If the KRA’s stamp duty valuation exceeds the purchase price significantly, your advocate submits a formal objection to the KRA’s Chief Valuer with supporting comparable evidence, as covered in our article on stamp duty explained for property buyers. The objection process adds time but can reduce the assessed duty to a more defensible figure.
If the seller attempts to renegotiate the agreed price after signing — which happens occasionally, particularly in a rising market — the signed sale agreement is legally binding and the seller cannot unilaterally change its terms. Your advocate enforces the agreement as signed.
If the Lands Registry takes significantly longer than anticipated, your advocate monitors the status and escalates through available channels. The buyer’s physical occupation of the property, if vacant possession was delivered on completion, is legally protected by the completed sale agreement and stamped transfer instrument even before the title is formally registered.
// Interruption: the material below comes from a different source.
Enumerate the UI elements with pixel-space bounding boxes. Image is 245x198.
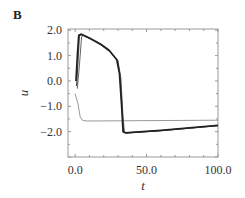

For buyers who want to understand the full legal framework surrounding each stage of the post-agreement period, our articles on the role of lawyers in property buying and due diligence before buying property in Kenya provide the legal context that underpins the practical process described here.
For buyers currently searching for their next property, our listings for homes for sale in Nairobi Kenya, 2-bedroom apartments for sale in Nairobi, and investment property for sale in Kenya give you a current view of what is available across the market.
Conclusion
The period after signing a sale agreement in Kenya is not a pause in the transaction. It is the transaction — the series of legal, financial, and administrative steps that transform a signed agreement into a registered title deed. Understanding each step, knowing its purpose, knowing who is responsible, and knowing what the realistic timeline is removes the anxiety that comes from watching something important unfold without knowing what to look for.
The buyers who navigate this period best are the ones whose advocates are proactive, whose documentation is complete from the outset, and who stay engaged enough to follow up when timelines slip without becoming intrusive. Stay informed, stay patient where patience is genuinely required, and stay firm where the timeline requires enforcement. The title deed at the end of this process is worth the discipline the process demands.